For some other resources, a good list of LaTeX resources, a quick list of lots of symbols in LaTeX and Essential LaTeX, which has a great section on math stuff, and general text LaTeXing.

My example files

Files:

As usual, LaTeX will give tons of warnings and info, most of which baffle me. The one thing is that you'll have to run latex twice to make it figure out references (to figure numbers) correctly.

How to save Visio files for use with LaTeX (Procedure prior to Microsoft Visio 2002)

Visio allows you to save as Enscapsulated PostScript (which will make LaTeX happy), however its default parameters lead to something that LaTeX doesn't like. Here's a procedure that's worked for me (on Visio Technical 5.0):

How to save a Visio file for LaTeX in Microsoft Visio 2002

Amazingly, Visio's exporting to eps has gotten worse since Visio was incorporated into Microsoft Office.  Curses!  The resulting EPS looks amazingly crappy, with circles becomes polygons that have lines in random directions; I have no idea how this feature seemed to Microsoft to be functioning correctly.
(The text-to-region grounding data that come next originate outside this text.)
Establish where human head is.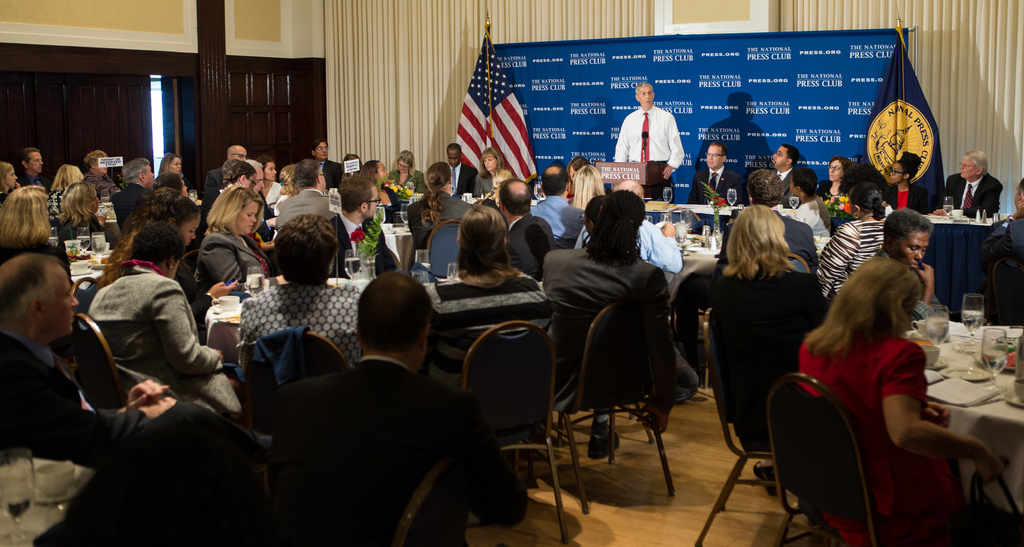
Established at box(19, 147, 44, 179).
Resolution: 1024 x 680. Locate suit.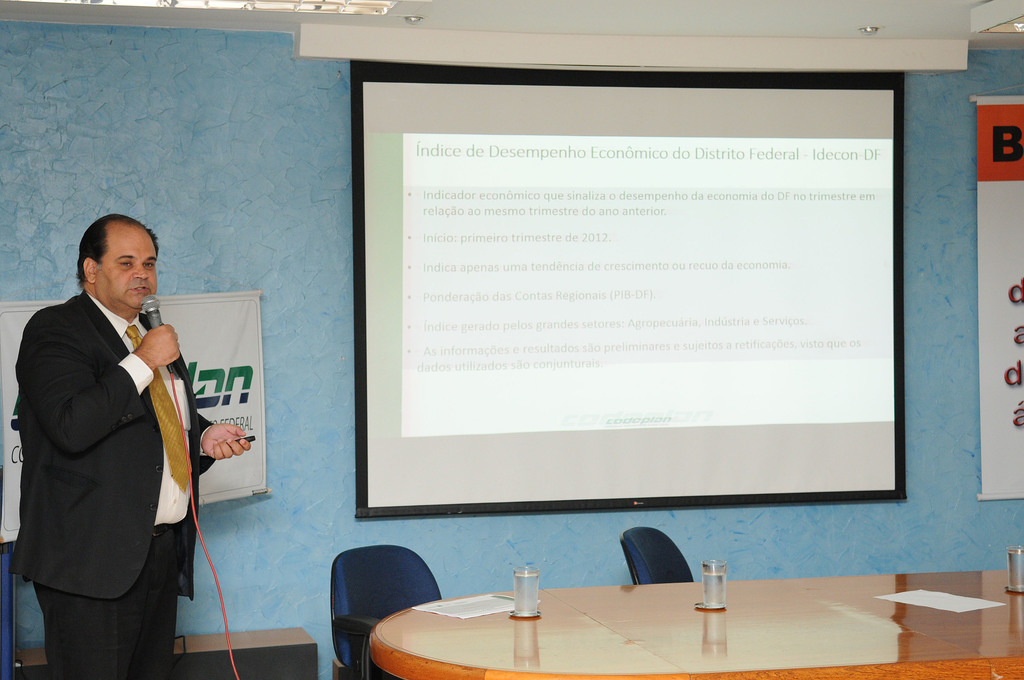
box=[13, 224, 205, 669].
Fortunately, it is still possible (though a hassle) to export using a print-to-file strategy.  Here's what I did:

Bug in Visio: changing fonts in a PostScript file

You can't change fonts or use Greek letters in Visio documents that you export to Encapsulated PostScript. That is, once you do, Visio will change everything to its standard font (and epsilons will become e's, sigmas will become s's, etc). This is a bug in Visio, and one that they apparently don't assign particularly high priority to. Oh well.

This just in: I'm cautiously optimistic that this will work if you produce the EPS files using the print-to-file strategy, above.